The Central App

Ophir cottage hospital ghosts inspire local painter

The Central App

Anna Robb

31 January 2025, 4:30 PM

Ophir cottage hospital ghosts inspire local painterThe Ophir Cottage Hospital (middle building) on May 30, 1891. The building on the left is the Bank of New Zealand and the right is the Shamrock Hotel. PHOTO: Supplied 

The uneven footfall of a man with a peg leg in the hallway, strange unexplained happenings in a bedroom and an eerie light in a photograph.


These are the ghosts of Ophir’s Cottage Hospital, all intertwined with family memories for a Central Otago artist.



Painter Katie Robinson’s parents Norman (a radiation equipment engineer) and Mavis (one of the first female computer programmers in New Zealand) bought the cottage; formerly Ophir’s hospital, in the 1970s when Katie was a child.


The family used it as a crib initially and then the couple retired there, living in the cottage full time for another 15 years.


Katie said she does not believe in ghosts - except when it comes to this place.


“I’ve always had feelings about it being haunted. 


“Mum was a spiritual person… she used to say to us; ‘Oh, the guy is walking up and down the hallway with the peg leg again’.”


The cottage hospital was also a doctors residence and according to Katie “a lot of people died there”.


When her parents were living there, people used to drop in and tell them stories of those who recovered there during and after the Central Otago goldrush.


Painter Katie Robinson with her dogs Scout and Nacho. PHOTO: Supplied 


There is one particular room, and one corner within it, where people have always sensed odd scary things over the years.


“One night Joel and Sam [Katie’s sons] were sleeping in that room.


“I had a nightmare that night myself … but my [husband] heard Sam yell out and went in there, he had been completely tipped out of bed and the whole mattress had been moved off the bed too.”


Kate said even adults had remarked on the creepiness in that part of the cottage without anything being mentioned beforehand.


“We had a friend staying in that bedroom and he said he didn’t like the [feeling] in there around the light switch. This was a fully grown 45- year-old adult.”



Her brother Pete, a builder, was working on a window above the bed last year and it slammed down on his hands while he was sitting on the bed.


“That was the front right window if you look at the cottage.”


Katie said she won’t sleep in the place on her own and if she’s there she always leaves the hall lights on.


“I need to summon the courage to go down the hallway.”


Katie painted a picture of the hallway, based on a photo she took that had an eerie light in it.


She shared this painting with her son Joel who is in his third year studying photography at Auckland University of Technology. 


This spurred the pair to collaborate on curating the shared memories of the cottage hospital and Central Otago into art.


Joel said the ghost for him was the “hazy light” but the hallway’s “slightly asymmetric walls” had always filled him with unease.


The result is nine photographs, interpreted into nine paintings, with the light or ghost as a central motif. 

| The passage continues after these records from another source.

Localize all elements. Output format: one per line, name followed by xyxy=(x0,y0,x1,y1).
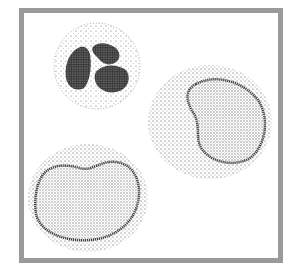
monocyte-left-cell xyxy=(28,144,148,252)
neutrophil-cell xyxy=(54,23,140,109)
monocyte-right-cell xyxy=(148,65,272,179)
blood-cells-illustration xyxy=(0,0,301,272)
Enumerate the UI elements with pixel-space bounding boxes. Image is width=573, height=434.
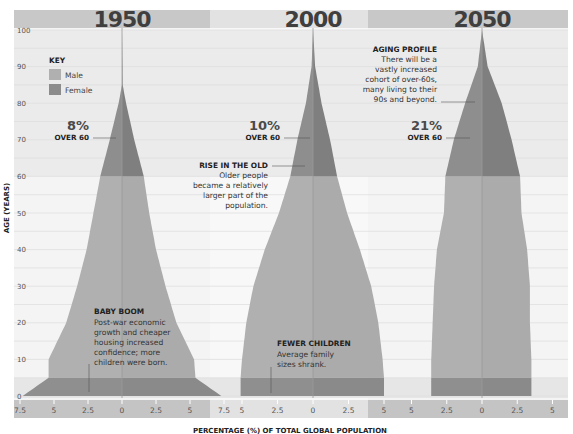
x-tick-label: 0 bbox=[480, 406, 485, 415]
female-under-5-area bbox=[313, 378, 384, 396]
x-tick-label: 5 bbox=[240, 406, 245, 415]
x-tick-label: 5 bbox=[382, 406, 387, 415]
x-tick-label: 2.5 bbox=[441, 406, 453, 415]
x-axis-label: PERCENTAGE (%) OF TOTAL GLOBAL POPULATIO… bbox=[193, 427, 387, 434]
over-60-pct-1950: 8% bbox=[67, 118, 89, 133]
over-60-label-1950: OVER 60 bbox=[55, 133, 89, 142]
legend-label-male: Male bbox=[65, 71, 83, 80]
x-axis-band-1950 bbox=[14, 400, 210, 418]
y-tick-label: 10 bbox=[17, 356, 26, 364]
over-60-pct-2050: 21% bbox=[411, 118, 442, 133]
annotation-line: larger part of the bbox=[203, 191, 268, 200]
population-pyramid-chart: 1950 2000 2050 1009080706050403020100 AG… bbox=[0, 0, 573, 434]
annotation-line: sizes shrank. bbox=[277, 360, 326, 369]
y-tick-label: 90 bbox=[17, 63, 26, 71]
y-axis-label: AGE (YEARS) bbox=[3, 183, 11, 233]
x-tick-label: 7.5 bbox=[218, 406, 230, 415]
over-60-pct-2000: 10% bbox=[249, 118, 280, 133]
x-tick-label: 2.5 bbox=[82, 406, 94, 415]
annotation-line: became a relatively bbox=[193, 181, 269, 190]
annotation-line: cohort of over-60s, bbox=[365, 75, 437, 84]
annotation-line: population. bbox=[225, 201, 268, 210]
x-tick-label: 5 bbox=[52, 406, 57, 415]
annotation-line: growth and cheaper bbox=[94, 328, 171, 337]
male-under-5-area bbox=[241, 378, 313, 396]
annotation-line: housing increased bbox=[94, 338, 163, 347]
annotation-title: RISE IN THE OLD bbox=[199, 161, 268, 170]
annotation-line: children were born. bbox=[94, 358, 168, 367]
x-tick-label: 2.5 bbox=[343, 406, 355, 415]
legend-swatch-male bbox=[49, 69, 61, 80]
x-axis-bands bbox=[14, 400, 568, 418]
annotation-title: FEWER CHILDREN bbox=[277, 339, 351, 348]
y-tick-label: 40 bbox=[17, 246, 26, 254]
annotation-line: vastly increased bbox=[375, 65, 437, 74]
y-tick-label: 50 bbox=[17, 210, 26, 218]
x-tick-label: 7.5 bbox=[14, 406, 26, 415]
annotation-title: BABY BOOM bbox=[94, 307, 144, 316]
annotation-line: Average family bbox=[277, 350, 335, 359]
legend-swatch-female bbox=[49, 84, 61, 95]
x-tick-label: 0 bbox=[311, 406, 316, 415]
annotation-line: 90s and beyond. bbox=[374, 95, 437, 104]
x-axis-band-2050 bbox=[368, 400, 568, 418]
legend-title: KEY bbox=[49, 56, 66, 65]
y-tick-label: 80 bbox=[17, 100, 26, 108]
y-tick-label: 20 bbox=[17, 319, 26, 327]
annotation-title: AGING PROFILE bbox=[373, 45, 437, 54]
x-tick-label: 0 bbox=[120, 406, 125, 415]
female-under-5-area bbox=[482, 378, 531, 396]
annotation-line: confidence; more bbox=[94, 348, 161, 357]
x-tick-label: 2.5 bbox=[150, 406, 162, 415]
x-tick-label: 2.5 bbox=[511, 406, 523, 415]
over-60-label-2050: OVER 60 bbox=[408, 133, 442, 142]
y-tick-label: 100 bbox=[17, 27, 30, 35]
x-tick-label: 5 bbox=[550, 406, 555, 415]
y-tick-label: 70 bbox=[17, 136, 26, 144]
legend-label-female: Female bbox=[65, 86, 93, 95]
x-tick-label: 2.5 bbox=[272, 406, 284, 415]
y-tick-label: 30 bbox=[17, 283, 26, 291]
year-header-bands: 1950 2000 2050 bbox=[14, 7, 568, 32]
male-under-5-area bbox=[431, 378, 482, 396]
y-tick-label: 0 bbox=[17, 393, 21, 401]
annotation-line: There will be a bbox=[380, 55, 437, 64]
over-60-label-2000: OVER 60 bbox=[246, 133, 280, 142]
annotation-line: Older people bbox=[219, 171, 268, 180]
x-tick-label: 5 bbox=[188, 406, 193, 415]
annotation-line: Post-war economic bbox=[94, 318, 166, 327]
annotation-line: many living to their bbox=[363, 85, 438, 94]
x-tick-label: 5 bbox=[409, 406, 414, 415]
y-tick-label: 60 bbox=[17, 173, 26, 181]
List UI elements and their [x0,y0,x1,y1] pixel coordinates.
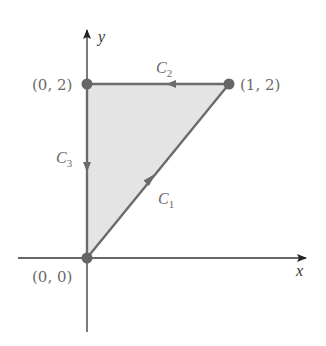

Katie said she feels her mum and dad are lingering in the Central Otago’s sky, mountains and the cottage.


“They would love to see us living here now and the passion we have for the area.”


‘The Ghosts Between Us’ exhibition is on at Central Stories from February 2 -28. 


A digital image of the works from mom and son created by Joel. PHOTO: Supplied 


These days the cottage has been renovated and the interior altered and painted several times. Katie’s brother and his wife live there, and are not spooked, she said. 


Joel has spent the summer here in Central, going out everyday taking photos and said the finding a box of Grandad Norman’s slide film had been a treasure.


“I’ve gone through all of them and scanned them.”


Joel was 11 when his Grandad passed away and did not get to share his passion for photography with him.  


He was recently shortlisted for the Sony World Photography Awards Student Competition 2025. 


One of the images from Joel’s competition entry, taken in Auckland during the early stages of the Future Rail Tāmaki Makaurau project. PHOTO: Supplied 


No New Zealand student has made the shortlist of 10 in the past 12 years, and if he wins he will win flights and accommodation for himself and a tutor to London and receive 30,000 Pounds worth of photography equipment for his university.